Developed as part of a UK government-funded initiative awarded by the AI Security Institute, the platform allows autonomous subsea systems to be tested within a realistic digital offshore environment prior to live deployment. The project, titled “Evolving Human-AI Competencies: Workforce Development for Building Systemically Safe Cyber-Physical Systems,” was led academically by King’s College London, with SeaBot Maritime directing operational and training design to ensure real-world maritime relevance.
The initiative strengthens how offshore operations are prepared and delivered, pairing advanced simulation with highly trained operators to enhance safety, readiness, and operational resilience.
At the core of the platform is GRi Simulation’s VROV™ (Virtual Remotely Operated Vehicle) system, a real-time marine operations simulator used globally for subsea training. For the project, GRi configured VROV to create a digital twin of an offshore wind farm inspection using a Saab Seaeye Falcon ROV. Monopile structures were populated with randomized inspection faults, including corrosion, marine growth, anode damage, and subsea cable defects, ensuring no two simulated missions are identical.
Environmental variables such as sea state, current, turbidity, and sonar noise can be adjusted to reflect real offshore conditions, with dynamic tether modeling and collision detection adding further operational realism. VROV supports the live integration of external autonomy control systems, creating both a sophisticated training environment and an autonomy validation testbed. During the project, Frontier Robotics integrated its autonomous navigation software into the simulator, moving from small-scale physical tank testing to expansive virtual ocean environments. The integration enabled testing of autopilot-assisted navigation, multi-waypoint mission planning, SLAM-based localization, obstacle avoidance, and both semi-autonomous and fully autonomous inspection workflows within a realistic offshore setting.
The platform also allows deliberate introduction of failure states, including autopilot degradation, camera malfunction, and environmental disturbances. Operators can rehearse emergency intervention scenarios and assess how humans and autonomous systems perform together under pressure, without the cost or risk of offshore deployment.
SeaBot Maritime is now leading the commercial translation of the platform into structured training and competency pathways for offshore operators. Headquartered in Hampshire, UK, the company provides workforce development solutions for uncrewed, autonomous, and remote maritime operations across defense, commercial, and government sectors.
Reflecting on the significance of this achievement, Gordon Meadow, CEO of SeaBot Maritime, said: “We’ve demonstrated, for the first time, that one operator can safely and effectively oversee multiple ROVs across complex subsea environments. By combining human expertise with AI-driven autonomy, we’re redefining operational models that have remained unchanged for decades. The future is about empowering highly trained onshore operators to lead intelligent, connected systems rather than continuing to scale offshore crews.”
GRi Simulation’s proprietary physics engine (GRiP™) delivers high-fidelity dynamics and behavioral realism, including dynamic tether modeling, collision detection, and interaction, and configurable environmental conditions.
Russ Pelley, President of GRi Simulations, said: “Interfacing Frontier’s autonomous control system with GRi’s VROV simulation platform created a realistic testbed for advancing safe, AI-supported offshore inspections. This demonstrates how simulation can be used to accelerate development while reducing cost.”
While the funded case study focused on subsea inspection operations, the underlying architecture supports wider maritime autonomy applications. GRi’s VROV platform has already demonstrated integration capability with autonomous surface vessel control systems, including the GuardianAI™ control system developed by Marine AI, highlighting its adaptability across both subsea and surface domains.
As AI adoption accelerates across offshore energy, defense, and critical infrastructure inspection, the safe integration of autonomous systems is becoming one of the sector’s defining challenges. SeaBot Maritime and GRi Simulations are building the foundation to meet it, combining proven simulation technology with structured training that ensures human expertise remains central as the industry rapidly evolves.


-- Directions for this task --
Could you output each record below exactly as it stands and leave the pictures out?

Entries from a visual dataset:
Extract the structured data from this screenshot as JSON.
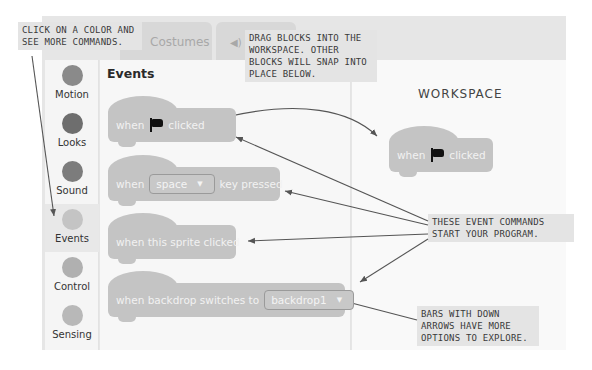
{
  "tabs": [
    {
      "label": "Costumes"
    },
    {
      "label": "Sounds",
      "icon": "speaker-icon"
    }
  ],
  "sidebar": {
    "items": [
      {
        "label": "Motion",
        "color": "#8a8a8a"
      },
      {
        "label": "Looks",
        "color": "#6e6e6e"
      },
      {
        "label": "Sound",
        "color": "#7c7c7c"
      },
      {
        "label": "Events",
        "color": "#c4c4c4",
        "selected": true
      },
      {
        "label": "Control",
        "color": "#b0b0b0"
      },
      {
        "label": "Sensing",
        "color": "#b8b8b8"
      }
    ]
  },
  "palette": {
    "title": "Events",
    "blocks": [
      {
        "parts": [
          "when",
          "flag-icon",
          "clicked"
        ]
      },
      {
        "before": "when",
        "dropdown": "space",
        "after": "key pressed"
      },
      {
        "text": "when this sprite clicked"
      },
      {
        "before": "when backdrop switches to",
        "dropdown": "backdrop1"
      }
    ]
  },
  "workspace": {
    "title": "WORKSPACE",
    "block": {
      "before": "when",
      "icon": "flag-icon",
      "after": "clicked"
    }
  },
  "callouts": {
    "category": [
      "CLICK ON A COLOR AND",
      "SEE MORE COMMANDS."
    ],
    "drag": [
      "DRAG BLOCKS INTO THE",
      "WORKSPACE. OTHER",
      "BLOCKS WILL SNAP INTO",
      "PLACE BELOW."
    ],
    "events": [
      "THESE EVENT COMMANDS",
      "START YOUR PROGRAM."
    ],
    "dropdowns": [
      "BARS WITH DOWN",
      "ARROWS HAVE MORE",
      "OPTIONS TO EXPLORE."
    ]
  }
}
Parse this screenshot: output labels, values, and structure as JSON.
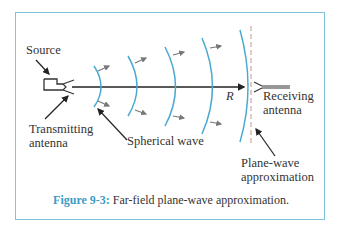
{
  "figure": {
    "number_label": "Figure 9-3:",
    "caption_text": "Far-field plane-wave approximation."
  },
  "labels": {
    "source": "Source",
    "transmitting_line1": "Transmitting",
    "transmitting_line2": "antenna",
    "spherical_wave": "Spherical wave",
    "receiving_line1": "Receiving",
    "receiving_line2": "antenna",
    "plane_wave_line1": "Plane-wave",
    "plane_wave_line2": "approximation",
    "distance": "R"
  },
  "colors": {
    "frame": "#7fc4dd",
    "wavefront": "#4aa9d1",
    "caption_accent": "#3b9cc7",
    "plane_wave_dashed": "#c8a89a",
    "arrow": "#777777",
    "text": "#333333"
  }
}
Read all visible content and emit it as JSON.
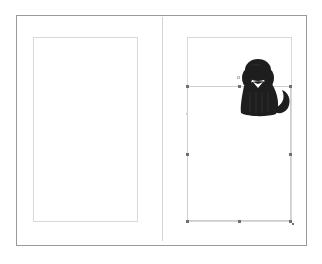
{
  "canvas": {
    "background": "#ffffff",
    "spread_border_color": "#9a9a9a",
    "margin_guide_color": "#d8d8d8",
    "handle_color": "#707070"
  },
  "pages": [
    {
      "name": "left-page",
      "content": "empty"
    },
    {
      "name": "right-page",
      "content": "image-frame"
    }
  ],
  "selection": {
    "object": "dog-image",
    "icon": "dog-icon",
    "fill_color": "#1e1e1e",
    "handles": [
      "top-left",
      "top-center",
      "top-right",
      "middle-left",
      "middle-right",
      "bottom-left",
      "bottom-center",
      "bottom-right"
    ]
  }
}
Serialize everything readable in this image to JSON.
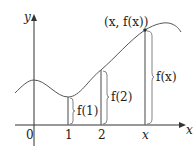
{
  "diagram": {
    "axes": {
      "x_label": "x",
      "y_label": "y"
    },
    "ticks": [
      {
        "label": "0",
        "x": 29
      },
      {
        "label": "1",
        "x": 68
      },
      {
        "label": "2",
        "x": 101
      },
      {
        "label": "x",
        "x": 145
      }
    ],
    "point_label": "(x, f(x))",
    "braces": [
      {
        "label": "f(1)"
      },
      {
        "label": "f(2)"
      },
      {
        "label": "f(x)"
      }
    ],
    "colors": {
      "line": "#444444",
      "accent": "#8a8a8a"
    }
  }
}
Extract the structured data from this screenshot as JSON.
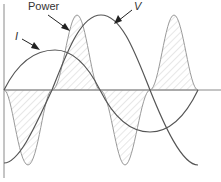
{
  "diagram": {
    "type": "waveform",
    "labels": {
      "power": "Power",
      "voltage": "V",
      "current": "I"
    },
    "curves": [
      {
        "name": "V",
        "description": "voltage sine wave",
        "zero_crossings_px": [
          52,
          150
        ],
        "peak_px": [
          101,
          15
        ]
      },
      {
        "name": "I",
        "description": "current sine wave, lagging/leading by quarter period",
        "zero_crossings_px": [
          4,
          100,
          198
        ],
        "peak_px": [
          55,
          50
        ],
        "trough_px": [
          150,
          132
        ]
      },
      {
        "name": "Power",
        "description": "instantaneous power, hatched fill, alternating positive and negative lobes",
        "lobes": [
          "negative",
          "positive",
          "negative",
          "positive"
        ]
      }
    ],
    "colors": {
      "curve": "#555555",
      "power_curve": "#999999",
      "hatch": "#c8c8c8",
      "axis": "#888888"
    }
  }
}
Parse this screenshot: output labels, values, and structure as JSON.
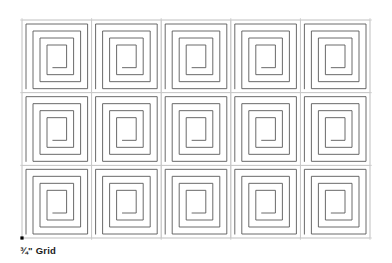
{
  "document": {
    "title": "Greek Key Spiral Grid Pattern Sheet",
    "background_color": "#ffffff"
  },
  "caption": {
    "text": "¾\" Grid",
    "color": "#1a1a1a",
    "bold": true
  },
  "pattern": {
    "name": "square-spiral-meander",
    "description": "Repeating square spiral (Greek key / labyrinth) motif",
    "columns": 5,
    "rows": 3,
    "tile_count": 15,
    "stroke_color": "#595959",
    "stroke_width": 0.9,
    "spiral_turns": 4,
    "center_opening_direction": "right",
    "area": {
      "x": 22,
      "y": 20,
      "width": 348,
      "height": 218,
      "tile_width": 69.6,
      "tile_height": 72.667
    }
  },
  "guides": {
    "grid_line_color": "#c8c8c8",
    "grid_line_width": 0.7,
    "horizontal_lines_y": [
      20,
      92.667,
      165.333,
      238
    ],
    "vertical_lines_x": [
      22,
      91.6,
      161.2,
      230.8,
      300.4,
      370
    ],
    "anchor_dot": {
      "name": "origin-anchor-dot",
      "x": 22,
      "y": 238,
      "size": 3.2,
      "color": "#000000"
    }
  }
}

-- Problem solution --
Extract the structured data from this screenshot as JSON.
{
  "tabs": [
    {
      "label": "Costumes"
    },
    {
      "label": "Sounds",
      "icon": "speaker-icon"
    }
  ],
  "sidebar": {
    "items": [
      {
        "label": "Motion",
        "color": "#8a8a8a"
      },
      {
        "label": "Looks",
        "color": "#6e6e6e"
      },
      {
        "label": "Sound",
        "color": "#7c7c7c"
      },
      {
        "label": "Events",
        "color": "#c4c4c4",
        "selected": true
      },
      {
        "label": "Control",
        "color": "#b0b0b0"
      },
      {
        "label": "Sensing",
        "color": "#b8b8b8"
      }
    ]
  },
  "palette": {
    "title": "Events",
    "blocks": [
      {
        "parts": [
          "when",
          "flag-icon",
          "clicked"
        ]
      },
      {
        "before": "when",
        "dropdown": "space",
        "after": "key pressed"
      },
      {
        "text": "when this sprite clicked"
      },
      {
        "before": "when backdrop switches to",
        "dropdown": "backdrop1"
      }
    ]
  },
  "workspace": {
    "title": "WORKSPACE",
    "block": {
      "before": "when",
      "icon": "flag-icon",
      "after": "clicked"
    }
  },
  "callouts": {
    "category": [
      "CLICK ON A COLOR AND",
      "SEE MORE COMMANDS."
    ],
    "drag": [
      "DRAG BLOCKS INTO THE",
      "WORKSPACE. OTHER",
      "BLOCKS WILL SNAP INTO",
      "PLACE BELOW."
    ],
    "events": [
      "THESE EVENT COMMANDS",
      "START YOUR PROGRAM."
    ],
    "dropdowns": [
      "BARS WITH DOWN",
      "ARROWS HAVE MORE",
      "OPTIONS TO EXPLORE."
    ]
  }
}
Parse this screenshot: output labels, values, and structure as JSON.
{
  "figure": {
    "number_label": "Figure 9-3:",
    "caption_text": "Far-field plane-wave approximation."
  },
  "labels": {
    "source": "Source",
    "transmitting_line1": "Transmitting",
    "transmitting_line2": "antenna",
    "spherical_wave": "Spherical wave",
    "receiving_line1": "Receiving",
    "receiving_line2": "antenna",
    "plane_wave_line1": "Plane-wave",
    "plane_wave_line2": "approximation",
    "distance": "R"
  },
  "colors": {
    "frame": "#7fc4dd",
    "wavefront": "#4aa9d1",
    "caption_accent": "#3b9cc7",
    "plane_wave_dashed": "#c8a89a",
    "arrow": "#777777",
    "text": "#333333"
  }
}
Read all visible content and emit it as JSON.
{
  "canvas": {
    "background": "#ffffff",
    "spread_border_color": "#9a9a9a",
    "margin_guide_color": "#d8d8d8",
    "handle_color": "#707070"
  },
  "pages": [
    {
      "name": "left-page",
      "content": "empty"
    },
    {
      "name": "right-page",
      "content": "image-frame"
    }
  ],
  "selection": {
    "object": "dog-image",
    "icon": "dog-icon",
    "fill_color": "#1e1e1e",
    "handles": [
      "top-left",
      "top-center",
      "top-right",
      "middle-left",
      "middle-right",
      "bottom-left",
      "bottom-center",
      "bottom-right"
    ]
  }
}
Serialize everything readable in this image to JSON.
{
  "diagram": {
    "axes": {
      "x_label": "x",
      "y_label": "y"
    },
    "ticks": [
      {
        "label": "0",
        "x": 29
      },
      {
        "label": "1",
        "x": 68
      },
      {
        "label": "2",
        "x": 101
      },
      {
        "label": "x",
        "x": 145
      }
    ],
    "point_label": "(x, f(x))",
    "braces": [
      {
        "label": "f(1)"
      },
      {
        "label": "f(2)"
      },
      {
        "label": "f(x)"
      }
    ],
    "colors": {
      "line": "#444444",
      "accent": "#8a8a8a"
    }
  }
}
Extract the structured data from this screenshot as JSON.
{
  "diagram": {
    "type": "waveform",
    "labels": {
      "power": "Power",
      "voltage": "V",
      "current": "I"
    },
    "curves": [
      {
        "name": "V",
        "description": "voltage sine wave",
        "zero_crossings_px": [
          52,
          150
        ],
        "peak_px": [
          101,
          15
        ]
      },
      {
        "name": "I",
        "description": "current sine wave, lagging/leading by quarter period",
        "zero_crossings_px": [
          4,
          100,
          198
        ],
        "peak_px": [
          55,
          50
        ],
        "trough_px": [
          150,
          132
        ]
      },
      {
        "name": "Power",
        "description": "instantaneous power, hatched fill, alternating positive and negative lobes",
        "lobes": [
          "negative",
          "positive",
          "negative",
          "positive"
        ]
      }
    ],
    "colors": {
      "curve": "#555555",
      "power_curve": "#999999",
      "hatch": "#c8c8c8",
      "axis": "#888888"
    }
  }
}
Parse this screenshot: output labels, values, and structure as JSON.
{
  "document": {
    "title": "Greek Key Spiral Grid Pattern Sheet",
    "background_color": "#ffffff"
  },
  "caption": {
    "text": "¾\" Grid",
    "color": "#1a1a1a",
    "bold": true
  },
  "pattern": {
    "name": "square-spiral-meander",
    "description": "Repeating square spiral (Greek key / labyrinth) motif",
    "columns": 5,
    "rows": 3,
    "tile_count": 15,
    "stroke_color": "#595959",
    "stroke_width": 0.9,
    "spiral_turns": 4,
    "center_opening_direction": "right",
    "area": {
      "x": 22,
      "y": 20,
      "width": 348,
      "height": 218,
      "tile_width": 69.6,
      "tile_height": 72.667
    }
  },
  "guides": {
    "grid_line_color": "#c8c8c8",
    "grid_line_width": 0.7,
    "horizontal_lines_y": [
      20,
      92.667,
      165.333,
      238
    ],
    "vertical_lines_x": [
      22,
      91.6,
      161.2,
      230.8,
      300.4,
      370
    ],
    "anchor_dot": {
      "name": "origin-anchor-dot",
      "x": 22,
      "y": 238,
      "size": 3.2,
      "color": "#000000"
    }
  }
}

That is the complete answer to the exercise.